Pump jacks are seen at the Lukoil-owned Imilorskoye oil field, outside the west Siberian city of Kogalym, Russia. Photo: AgenciesPolitico noted that the US continues to import about 540,000 barrels of Russian oil daily, on the logic that if the US halted imports, Russia could simply sell the oil elsewhere. It added that US President Joe Biden was reluctant to apply pressure on Russia-dependent European allies, which are now joining the US in other sanctions.
But it is not only European vulnerability. In America, a key political issue is US consumers’ sensitivity to high oil prices.
“We don’t have a strategic interest in reducing the global supply of energy,” a White House PR official admitted on Thursday.

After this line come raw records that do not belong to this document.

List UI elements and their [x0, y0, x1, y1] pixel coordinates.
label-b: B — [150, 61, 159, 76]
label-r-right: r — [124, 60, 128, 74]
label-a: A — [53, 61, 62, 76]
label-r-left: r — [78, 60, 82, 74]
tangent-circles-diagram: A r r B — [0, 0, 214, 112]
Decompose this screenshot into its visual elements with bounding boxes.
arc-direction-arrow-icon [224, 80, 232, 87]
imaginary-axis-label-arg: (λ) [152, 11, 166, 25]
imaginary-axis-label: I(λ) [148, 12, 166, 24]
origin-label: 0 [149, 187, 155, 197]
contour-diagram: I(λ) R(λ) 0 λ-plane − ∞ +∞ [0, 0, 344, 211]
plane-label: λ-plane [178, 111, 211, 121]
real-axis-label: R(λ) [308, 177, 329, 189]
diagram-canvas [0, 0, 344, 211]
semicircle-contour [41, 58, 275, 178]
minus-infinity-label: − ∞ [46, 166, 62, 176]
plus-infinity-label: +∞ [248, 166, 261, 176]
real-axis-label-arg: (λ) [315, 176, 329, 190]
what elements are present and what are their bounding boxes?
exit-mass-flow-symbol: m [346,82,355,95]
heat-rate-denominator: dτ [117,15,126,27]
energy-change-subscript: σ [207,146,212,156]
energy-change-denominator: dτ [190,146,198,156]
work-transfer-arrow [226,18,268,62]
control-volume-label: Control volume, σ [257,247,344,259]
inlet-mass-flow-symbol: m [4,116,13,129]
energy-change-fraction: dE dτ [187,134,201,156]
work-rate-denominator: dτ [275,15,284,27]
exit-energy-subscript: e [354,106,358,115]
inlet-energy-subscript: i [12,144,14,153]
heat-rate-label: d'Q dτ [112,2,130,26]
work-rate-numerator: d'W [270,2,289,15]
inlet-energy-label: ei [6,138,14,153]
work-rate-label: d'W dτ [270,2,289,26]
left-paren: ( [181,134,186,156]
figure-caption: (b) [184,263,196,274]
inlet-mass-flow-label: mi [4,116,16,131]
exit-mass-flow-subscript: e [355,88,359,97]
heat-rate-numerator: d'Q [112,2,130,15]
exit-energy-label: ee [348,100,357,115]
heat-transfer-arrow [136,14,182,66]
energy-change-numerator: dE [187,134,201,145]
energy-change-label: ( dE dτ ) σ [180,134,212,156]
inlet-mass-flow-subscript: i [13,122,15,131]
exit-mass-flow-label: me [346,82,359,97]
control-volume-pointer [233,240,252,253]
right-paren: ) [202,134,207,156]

Russian energy sanctions, “would raise prices at the gas pump for Americans,” he said.
Still, criticism is growing.
Republicans are lambasting the Biden administration for axing the 800,000 barrels per day Keystone XL Pipeline on climate change grounds while continuing to buy Russian oil. And a bipartisan bill promoted by 18 senators was filed on Thursday, demanding that the US halt Russian oil imports.
Western reluctance to hit Russia’s key exports may be due not only to over-reliance but to wider macro-economic conditions.

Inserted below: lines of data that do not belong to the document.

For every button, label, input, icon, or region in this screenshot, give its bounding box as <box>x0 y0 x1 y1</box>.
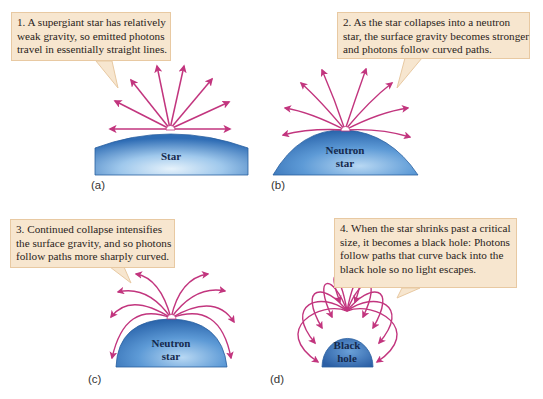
black-hole-label: Black hole <box>322 339 372 364</box>
neutron-star-label-line: star <box>146 350 196 363</box>
callout-c-line: follow paths more sharply curved. <box>16 250 169 264</box>
callout-b-line: star, the surface gravity becomes strong… <box>343 30 524 44</box>
callout-b: 2. As the star collapses into a neutron … <box>337 12 530 59</box>
neutron-star-label-line: Neutron <box>320 144 370 157</box>
callout-tail-b <box>397 58 422 88</box>
neutron-star-label-line: Neutron <box>146 337 196 350</box>
callout-a-line: travel in essentially straight lines. <box>17 43 165 57</box>
panel-label-c: (c) <box>88 373 101 385</box>
panel-label-d: (d) <box>270 373 284 385</box>
straight-photon-paths <box>110 66 230 129</box>
callout-tail-c <box>110 267 131 283</box>
star-label-text: Star <box>146 150 196 163</box>
callout-d-line: size, it becomes a black hole: Photons <box>340 236 511 250</box>
panel-label-a: (a) <box>91 179 105 191</box>
callout-c-line: 3. Continued collapse intensifies <box>16 223 169 237</box>
black-hole-label-line: hole <box>322 352 372 365</box>
callout-d-line: black hole so no light escapes. <box>340 263 511 277</box>
callout-d-line: 4. When the star shrinks past a critical <box>340 222 511 236</box>
callout-b-line: 2. As the star collapses into a neutron <box>343 16 524 30</box>
panel-label-b: (b) <box>271 179 285 191</box>
callout-a: 1. A supergiant star has relatively weak… <box>11 12 171 61</box>
callout-b-line: and photons follow curved paths. <box>343 43 524 57</box>
neutron-star-label-c: Neutron star <box>146 337 196 362</box>
callout-c-line: the surface gravity, and so photons <box>16 237 169 251</box>
neutron-star-label-b: Neutron star <box>320 144 370 169</box>
callout-d: 4. When the star shrinks past a critical… <box>334 218 517 288</box>
black-hole-label-line: Black <box>322 339 372 352</box>
callout-c: 3. Continued collapse intensifies the su… <box>10 219 175 268</box>
callout-a-line: 1. A supergiant star has relatively <box>17 16 165 30</box>
neutron-star-label-line: star <box>320 157 370 170</box>
callout-d-line: follow paths that curve back into the <box>340 249 511 263</box>
callout-a-line: weak gravity, so emitted photons <box>17 30 165 44</box>
star-label: Star <box>146 150 196 163</box>
callout-tail-d <box>397 288 420 298</box>
callout-tail-a <box>96 61 118 88</box>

The Ukraine war coincides with a jittery global economy seeking to exit two years of the Covid-19 pandemic. In this fragile environment, energy is the key commodity that pushes up inflation.

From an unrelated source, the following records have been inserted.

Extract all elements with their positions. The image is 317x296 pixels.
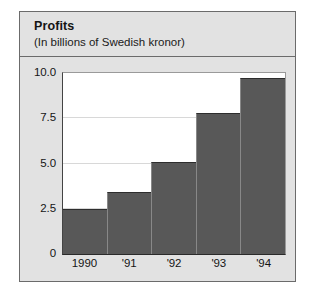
bar	[240, 78, 285, 254]
bar	[63, 209, 107, 254]
x-axis: 1990'91'92'93'94	[62, 257, 286, 269]
chart-subtitle: (In billions of Swedish kronor)	[34, 35, 295, 49]
bar	[107, 192, 152, 254]
x-axis-tick-label: 1990	[62, 257, 107, 269]
bar	[196, 113, 241, 254]
bar-series	[63, 73, 285, 254]
chart-title: Profits	[34, 19, 295, 33]
x-axis-tick-label: '91	[107, 257, 152, 269]
x-axis-tick-label: '94	[241, 257, 286, 269]
x-axis-tick-label: '93	[196, 257, 241, 269]
y-axis-tick-label: 2.5	[40, 202, 56, 214]
y-axis-tick-label: 7.5	[40, 111, 56, 123]
y-axis-tick-label: 0	[50, 247, 56, 259]
bar	[151, 162, 196, 254]
plot-area	[62, 72, 286, 255]
y-axis: 02.55.07.510.0	[20, 58, 60, 281]
plot-region: 02.55.07.510.0 1990'91'92'93'94	[20, 58, 295, 281]
x-axis-tick-label: '92	[152, 257, 197, 269]
y-axis-tick-label: 5.0	[40, 157, 56, 169]
y-axis-tick-label: 10.0	[34, 66, 56, 78]
chart-figure: Profits (In billions of Swedish kronor) …	[19, 11, 296, 282]
chart-header: Profits (In billions of Swedish kronor)	[20, 12, 295, 57]
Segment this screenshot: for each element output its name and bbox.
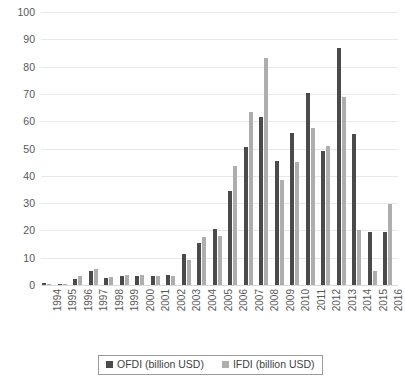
bar-ofdi-2001	[151, 276, 155, 285]
bar-ifdi-1999	[125, 275, 129, 285]
bar-group	[305, 12, 321, 285]
x-tick-label-2012: 2012	[332, 289, 342, 311]
y-tick-label: 40	[23, 171, 35, 182]
bar-group	[103, 12, 119, 285]
y-tick-label: 50	[23, 143, 35, 154]
bar-group	[72, 12, 88, 285]
x-tick-label-1994: 1994	[53, 289, 63, 311]
bar-ifdi-2002	[171, 276, 175, 285]
bar-ifdi-2013	[342, 97, 346, 285]
bar-group	[351, 12, 367, 285]
bar-group	[165, 12, 181, 285]
bar-group	[57, 12, 73, 285]
bar-group	[243, 12, 259, 285]
x-tick-label-1995: 1995	[68, 289, 78, 311]
x-tick-label-1999: 1999	[130, 289, 140, 311]
x-tick-label-2007: 2007	[255, 289, 265, 311]
bar-ifdi-1994	[47, 284, 51, 285]
bar-group	[227, 12, 243, 285]
x-tick-label-2000: 2000	[146, 289, 156, 311]
x-tick-label-2001: 2001	[161, 289, 171, 311]
bar-ofdi-2008	[259, 117, 263, 285]
x-tick-label-2010: 2010	[301, 289, 311, 311]
y-tick-label: 20	[23, 225, 35, 236]
y-tick-label: 10	[23, 252, 35, 263]
y-tick-label: 0	[29, 280, 35, 291]
bar-ofdi-2010	[290, 133, 294, 285]
bar-group	[196, 12, 212, 285]
bar-group	[258, 12, 274, 285]
bar-group	[289, 12, 305, 285]
bar-ofdi-2013	[337, 48, 341, 286]
plot-area	[41, 12, 398, 285]
x-tick-label-2004: 2004	[208, 289, 218, 311]
bar-ifdi-2000	[140, 275, 144, 285]
bar-ofdi-2004	[197, 243, 201, 285]
bar-ifdi-1995	[63, 284, 67, 285]
y-tick-label: 100	[17, 7, 35, 18]
bar-ifdi-2012	[326, 146, 330, 285]
gridline-0	[41, 285, 398, 286]
bar-ofdi-1996	[73, 279, 77, 285]
bar-group	[150, 12, 166, 285]
x-tick-label-2015: 2015	[379, 289, 389, 311]
y-tick-label: 70	[23, 89, 35, 100]
square-light-swatch	[222, 361, 229, 368]
legend-label-ifdi: IFDI (billion USD)	[233, 359, 315, 370]
x-tick-label-1998: 1998	[115, 289, 125, 311]
legend-item-ifdi: IFDI (billion USD)	[222, 359, 315, 370]
bar-ifdi-2004	[202, 237, 206, 285]
y-tick-label: 30	[23, 198, 35, 209]
bar-ifdi-2011	[311, 128, 315, 285]
x-tick-label-2011: 2011	[317, 289, 327, 311]
bar-ofdi-2002	[166, 275, 170, 285]
bar-ofdi-2009	[275, 161, 279, 285]
x-tick-label-2013: 2013	[348, 289, 358, 311]
bar-ifdi-2016	[388, 204, 392, 285]
bar-group	[367, 12, 383, 285]
legend-label-ofdi: OFDI (billion USD)	[117, 359, 204, 370]
x-tick-label-2005: 2005	[224, 289, 234, 311]
x-tick-label-1996: 1996	[84, 289, 94, 311]
bar-ofdi-2015	[368, 232, 372, 286]
bar-group	[274, 12, 290, 285]
bar-ofdi-1998	[104, 278, 108, 285]
y-tick-label: 80	[23, 61, 35, 72]
bar-ofdi-2006	[228, 191, 232, 285]
bar-ifdi-2014	[357, 230, 361, 285]
bar-ifdi-2007	[249, 112, 253, 285]
bar-ifdi-2010	[295, 162, 299, 285]
square-dark-swatch	[106, 361, 113, 368]
bar-ofdi-1997	[89, 271, 93, 285]
bar-group	[134, 12, 150, 285]
bar-ofdi-2000	[135, 276, 139, 285]
chart-legend: OFDI (billion USD) IFDI (billion USD)	[98, 355, 323, 375]
bar-ofdi-2011	[306, 93, 310, 285]
legend-item-ofdi: OFDI (billion USD)	[106, 359, 204, 370]
bar-group	[382, 12, 398, 285]
bar-ofdi-1999	[120, 276, 124, 285]
bar-group	[320, 12, 336, 285]
x-axis: 1994199519961997199819992000200120022003…	[41, 287, 398, 347]
bar-ifdi-2009	[280, 180, 284, 285]
bar-ofdi-2012	[321, 151, 325, 285]
bar-ifdi-2015	[373, 271, 377, 285]
bar-ofdi-2003	[182, 254, 186, 285]
x-tick-label-2016: 2016	[394, 289, 404, 311]
bar-ifdi-2001	[156, 276, 160, 285]
bar-ofdi-1994	[42, 283, 46, 285]
x-tick-label-1997: 1997	[99, 289, 109, 311]
x-tick-label-2003: 2003	[192, 289, 202, 311]
x-tick-label-2002: 2002	[177, 289, 187, 311]
y-tick-label: 60	[23, 116, 35, 127]
bar-series-container	[41, 12, 398, 285]
bar-ifdi-1998	[109, 277, 113, 285]
bar-chart: 0102030405060708090100 19941995199619971…	[0, 0, 405, 381]
bar-ofdi-2005	[213, 229, 217, 285]
y-axis: 0102030405060708090100	[0, 0, 41, 297]
bar-ofdi-1995	[58, 284, 62, 285]
bar-ifdi-1996	[78, 276, 82, 285]
bar-group	[212, 12, 228, 285]
bar-ifdi-2003	[187, 260, 191, 285]
x-tick-label-2008: 2008	[270, 289, 280, 311]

Brenda Shaffer, senior advisor for energy at the Foundation for Defense of Democracies think tank, told US media outlet CNBC that the removal of the world’s third-largest supplier from markets would deal “a tremendous jolt” to global oil prices and the world economy.
Such a massive step has no precedent.
“We’re in unknown territory if you pull 13% to 15% of global oil out of the pool,” Shaffer told CNBC. “Sanctions on Iran and Venezuela … are not even comparable to what that could do to the global oil market if you actually pulled away most of the Russian production.”
These harsh – indeed, embarrassing – realities contrast with widespread bullishness about sanctions from Western leaders and approving coverage of sanctions by Western media.
On the macro level, there is still no signal that energy exports will be curtailed. On the micro level, a certain level of sanctions resistance is built into the Russian economy.
For example, the elevated interest rates established by Russia’s central bank as a crisis-control measure might actually be welcomed by the average Russian.
In 2018, Russia boasted homeownership rates of 89%, largely as a result of passing home deeds over to inhabitants after the fall of the USSR, meaning mortgage percentages are low.
Moreover, Russian household debt as a percentage of GDP was only 22% in 2021, compared with 79% in the US and 87% in the UK.
Elsewhere on the global chessboard, Western efforts to forge a unified front are complicated by the primacy of Moscow’s other major industry: arms.
Two crucial states that the West seeks to enlist in its confrontation with China – India and Vietnam – are heavily reliant on Russian weaponry.
Russia’s armaments industry offers weapons that are lower priced, but with similar levels of sophistication to those sold by Western arms exporters. Moreover, a 2021 US Congressional Research Service Report noted high levels of path dependency – the ongoing purchase of updated versions of legacy systems.
Russian troops have crossed the border with Ukraine despite Moscow’s earlier assurances it did not plan an invasion. Photo: AFP / Anadolu AgencyAs carnage continues to surge across Ukraine, the West’s half-hearted sanctions response is not mirrored by the grim determination apparent in the Kremlin.
Russian President Putin has insisted to his people in a Russian TV broadcast that his offensive is going according to plan. Given multiple logistical and tactical blunders, losses of men and kit, and ongoing damage to civilian areas, that looks like sugar coating.
But as long as Putin and his forces have oil and gas revenues flowing unhindered into national coffers, Russia’s war effort has a better chance to succeed.